Beach Chairs in Harvard Yard

In the summer of 2020, a few months after the start of the pandemic, something in the Yard shifted.
By Paul G. Sullivan

Harvard Yard is chaos. It’s a hubbub of scooters and selfie-sticks. There are the students — speeding to class with such urgency you might think they’re on their way to deactivate a time bomb, or drifting in a cloud of self-doubt, staring down at their shoes. In Harvard Yard, you push past tourists, repeating “excuse me,” “excuse me,” “excuse me,” like some personal mantra. Harvard Yard, most of the time, is merely a route to other places, not so much a place in and of itself.

This, at least, has been my experience of Harvard Yard. I grew up in Cambridge and, as a teenager, the Yard was a shortcut from home to high school. I walked through it quickly, became expert at maneuvering around tour groups and outpacing Harvard students. In college, my relationship to the Yard only changed a little. I woke up after my first night sleeping in my dorm bed — on the first floor of Matthews — to a towheaded blonde family peering through my window at me, half-asleep and twisted in bed sheets. I kept the blinds closed for the rest of the year and joined the herd of Harvard students, noticing, as I walked to class, the newest scuff on my Doc Martens.

Then, in the summer of 2020, a few months after the start of the pandemic, something in the Yard shifted. Students and tourists cleared out of Cambridge and, in their absence, Cambridge locals made the Yard into a sort of commons. Young married couples brought picnic blankets and plump babies who pulled tiny fistfuls of grass out of the earth. Groups of friends constructed circles out of beach chairs and set down packs of beer and pizza boxes, turning the Yard into the site of a dinner party. Impossibly fit people ran up the steps of Widener two at a time; preteens plopped iPhones against trees and filmed TikTok dances; elderly couples passed through on their afternoon walks, moving slow, slow, slow.

That summer, I also nestled myself within the gates and under the trees of Harvard Yard. I was usually alone. I spent hours writing music reviews that were too long and too personal. I read slowly, resting books on my belly and looking up at the sky and thinking languorously about how Harvard Yard was designed for just this: contemplation. It was modeled after the commons of Oxford and Cambridge, which, in turn, were modeled after monasteries. These spaces, fully enclosed on all sides, were meant to cut off students and monks from the outside world and facilitate reflective thought. When you entered them, you were supposed to feel like you had left behind the breakneck pace and overstimulation of everyday life.

Earlier this semester many people argued that access to the Yard should be restricted to Harvard affiliates only. Reasons were tossed around: health, safety, but, most interesting and perturbing to me, the necessity for quietude and contemplation. But, from what I experienced last year, it seems like the way toward that lies less in who uses the space and more in how the space is used. That summer, when I experienced contemplation in Harvard Yard, Harvard affiliates were nearly absent; instead, it was full of locals who were using the space in intentional, communal, unhurried ways. The Yard was not cut off from the world that summer — the world had just entered it in a different way. Not scooters, but beach chairs.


What to work on: Copy, from the data below, each line that has the word "radiation".

____

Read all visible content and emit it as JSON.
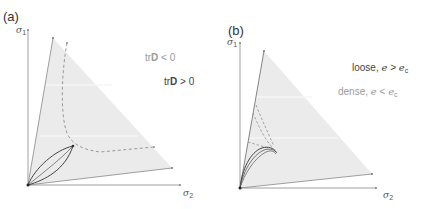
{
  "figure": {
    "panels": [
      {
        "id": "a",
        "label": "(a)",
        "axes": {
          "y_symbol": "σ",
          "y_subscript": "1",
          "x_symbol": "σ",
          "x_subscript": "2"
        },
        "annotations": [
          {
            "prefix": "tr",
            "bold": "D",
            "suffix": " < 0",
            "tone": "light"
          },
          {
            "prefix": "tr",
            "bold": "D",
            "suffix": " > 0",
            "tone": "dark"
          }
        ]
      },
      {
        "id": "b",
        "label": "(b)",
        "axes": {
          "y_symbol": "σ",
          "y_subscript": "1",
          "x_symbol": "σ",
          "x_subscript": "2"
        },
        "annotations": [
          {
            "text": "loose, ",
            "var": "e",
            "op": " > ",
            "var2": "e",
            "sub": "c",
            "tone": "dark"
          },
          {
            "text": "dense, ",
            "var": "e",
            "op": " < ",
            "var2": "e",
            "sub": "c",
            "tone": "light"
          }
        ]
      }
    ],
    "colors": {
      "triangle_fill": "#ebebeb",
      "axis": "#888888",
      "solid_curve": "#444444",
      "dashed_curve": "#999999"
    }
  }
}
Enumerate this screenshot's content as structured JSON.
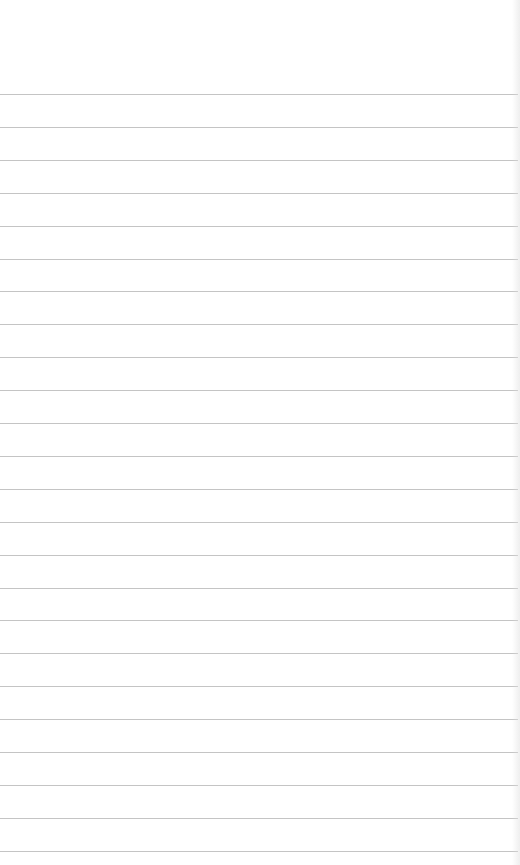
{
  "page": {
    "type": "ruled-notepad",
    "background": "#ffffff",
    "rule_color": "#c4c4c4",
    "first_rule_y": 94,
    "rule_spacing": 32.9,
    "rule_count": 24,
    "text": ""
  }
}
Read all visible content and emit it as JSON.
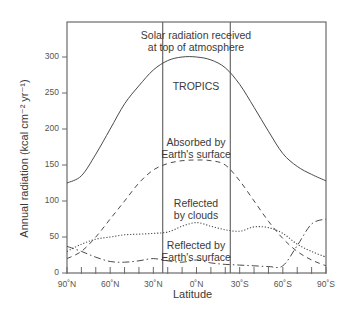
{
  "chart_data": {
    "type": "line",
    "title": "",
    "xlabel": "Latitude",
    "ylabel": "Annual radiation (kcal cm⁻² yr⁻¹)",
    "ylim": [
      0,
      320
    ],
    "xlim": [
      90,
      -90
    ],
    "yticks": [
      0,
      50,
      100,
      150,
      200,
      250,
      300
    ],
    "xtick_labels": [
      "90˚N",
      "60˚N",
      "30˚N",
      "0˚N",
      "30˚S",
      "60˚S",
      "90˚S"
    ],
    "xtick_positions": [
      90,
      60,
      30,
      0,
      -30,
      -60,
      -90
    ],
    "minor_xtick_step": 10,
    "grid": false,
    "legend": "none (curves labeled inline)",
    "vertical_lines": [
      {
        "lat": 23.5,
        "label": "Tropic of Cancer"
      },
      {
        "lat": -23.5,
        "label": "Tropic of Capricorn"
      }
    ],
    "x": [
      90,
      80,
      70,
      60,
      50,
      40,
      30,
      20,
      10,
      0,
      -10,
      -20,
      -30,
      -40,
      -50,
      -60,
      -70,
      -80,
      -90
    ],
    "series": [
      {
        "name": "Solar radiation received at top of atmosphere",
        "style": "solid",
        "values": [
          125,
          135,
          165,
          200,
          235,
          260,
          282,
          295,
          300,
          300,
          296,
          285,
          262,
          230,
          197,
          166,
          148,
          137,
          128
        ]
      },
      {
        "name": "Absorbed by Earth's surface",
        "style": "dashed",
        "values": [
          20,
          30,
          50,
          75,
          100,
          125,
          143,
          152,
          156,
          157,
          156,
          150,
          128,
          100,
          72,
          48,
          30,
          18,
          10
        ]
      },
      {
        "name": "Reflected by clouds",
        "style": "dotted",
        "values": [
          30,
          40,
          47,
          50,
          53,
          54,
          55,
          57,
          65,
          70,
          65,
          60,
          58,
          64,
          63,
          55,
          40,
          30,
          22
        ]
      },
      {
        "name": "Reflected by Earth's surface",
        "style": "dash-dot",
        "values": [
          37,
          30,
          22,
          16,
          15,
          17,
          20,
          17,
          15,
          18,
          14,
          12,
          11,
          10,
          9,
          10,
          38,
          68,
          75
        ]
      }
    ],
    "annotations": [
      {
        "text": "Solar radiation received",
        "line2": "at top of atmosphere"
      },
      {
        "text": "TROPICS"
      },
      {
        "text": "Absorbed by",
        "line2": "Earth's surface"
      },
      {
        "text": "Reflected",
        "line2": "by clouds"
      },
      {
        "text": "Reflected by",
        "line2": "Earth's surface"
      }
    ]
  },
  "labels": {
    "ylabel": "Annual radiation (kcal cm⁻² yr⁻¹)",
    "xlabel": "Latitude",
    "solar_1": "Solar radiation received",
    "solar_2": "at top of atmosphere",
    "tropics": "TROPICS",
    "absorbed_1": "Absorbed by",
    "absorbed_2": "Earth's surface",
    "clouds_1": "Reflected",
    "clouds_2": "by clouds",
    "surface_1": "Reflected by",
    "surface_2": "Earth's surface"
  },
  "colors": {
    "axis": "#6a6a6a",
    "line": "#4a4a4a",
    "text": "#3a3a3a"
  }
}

____

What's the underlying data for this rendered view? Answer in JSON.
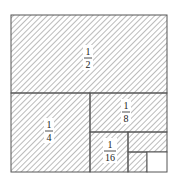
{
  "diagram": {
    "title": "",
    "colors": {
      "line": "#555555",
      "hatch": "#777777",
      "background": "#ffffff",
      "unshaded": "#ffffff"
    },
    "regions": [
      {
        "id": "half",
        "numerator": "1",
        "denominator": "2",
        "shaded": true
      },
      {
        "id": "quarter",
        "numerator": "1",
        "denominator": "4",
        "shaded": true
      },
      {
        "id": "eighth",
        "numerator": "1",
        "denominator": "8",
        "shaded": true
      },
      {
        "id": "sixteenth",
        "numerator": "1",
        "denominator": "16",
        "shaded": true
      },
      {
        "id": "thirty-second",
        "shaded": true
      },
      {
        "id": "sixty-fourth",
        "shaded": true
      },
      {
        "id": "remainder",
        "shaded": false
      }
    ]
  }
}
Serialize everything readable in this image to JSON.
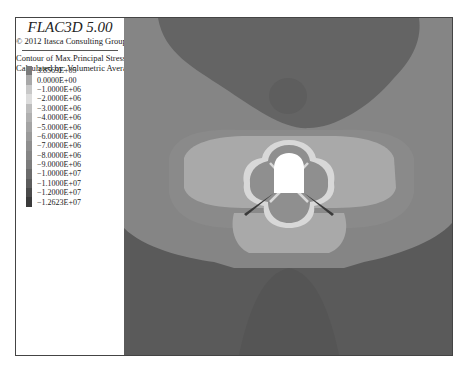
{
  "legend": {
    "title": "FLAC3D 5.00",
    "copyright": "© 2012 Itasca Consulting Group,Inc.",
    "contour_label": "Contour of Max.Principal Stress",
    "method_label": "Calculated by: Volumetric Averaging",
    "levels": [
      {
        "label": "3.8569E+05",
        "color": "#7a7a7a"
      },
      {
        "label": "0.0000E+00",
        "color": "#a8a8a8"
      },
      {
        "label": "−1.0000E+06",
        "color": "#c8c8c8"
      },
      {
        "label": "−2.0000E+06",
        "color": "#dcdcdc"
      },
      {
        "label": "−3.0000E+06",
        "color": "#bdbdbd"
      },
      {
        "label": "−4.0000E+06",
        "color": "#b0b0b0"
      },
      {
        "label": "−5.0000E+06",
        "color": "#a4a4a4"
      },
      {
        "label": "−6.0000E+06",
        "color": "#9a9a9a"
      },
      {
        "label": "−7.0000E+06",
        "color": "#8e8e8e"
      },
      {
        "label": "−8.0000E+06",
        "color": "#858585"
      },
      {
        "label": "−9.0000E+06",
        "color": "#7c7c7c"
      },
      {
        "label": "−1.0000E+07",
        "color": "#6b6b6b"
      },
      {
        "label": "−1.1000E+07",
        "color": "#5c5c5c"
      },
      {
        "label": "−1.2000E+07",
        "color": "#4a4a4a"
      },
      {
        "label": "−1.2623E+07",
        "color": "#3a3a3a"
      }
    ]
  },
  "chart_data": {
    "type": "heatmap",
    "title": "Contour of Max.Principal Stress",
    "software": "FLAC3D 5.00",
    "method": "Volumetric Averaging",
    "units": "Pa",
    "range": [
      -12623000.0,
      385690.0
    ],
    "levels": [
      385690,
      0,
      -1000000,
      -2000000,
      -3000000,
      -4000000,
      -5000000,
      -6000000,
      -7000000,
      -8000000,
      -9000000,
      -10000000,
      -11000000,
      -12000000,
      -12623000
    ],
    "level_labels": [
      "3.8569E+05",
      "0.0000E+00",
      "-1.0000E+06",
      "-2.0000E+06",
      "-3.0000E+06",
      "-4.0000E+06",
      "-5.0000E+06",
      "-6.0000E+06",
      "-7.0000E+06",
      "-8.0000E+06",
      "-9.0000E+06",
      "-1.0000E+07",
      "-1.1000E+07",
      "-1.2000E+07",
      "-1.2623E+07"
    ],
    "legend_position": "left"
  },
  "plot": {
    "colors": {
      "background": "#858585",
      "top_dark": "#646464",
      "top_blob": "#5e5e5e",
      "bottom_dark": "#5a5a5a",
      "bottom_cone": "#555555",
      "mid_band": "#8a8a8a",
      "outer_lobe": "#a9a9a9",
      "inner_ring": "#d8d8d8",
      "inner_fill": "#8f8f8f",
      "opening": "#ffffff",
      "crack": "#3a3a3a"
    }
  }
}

____

Final answer:
    "ylabel": "Annual radiation (kcal cm⁻² yr⁻¹)",
        "name": "Solar radiation received at top of atmosphere",
        "text": "Solar radiation received",
    "ylabel": "Annual radiation (kcal cm⁻² yr⁻¹)",
    "solar_1": "Solar radiation received",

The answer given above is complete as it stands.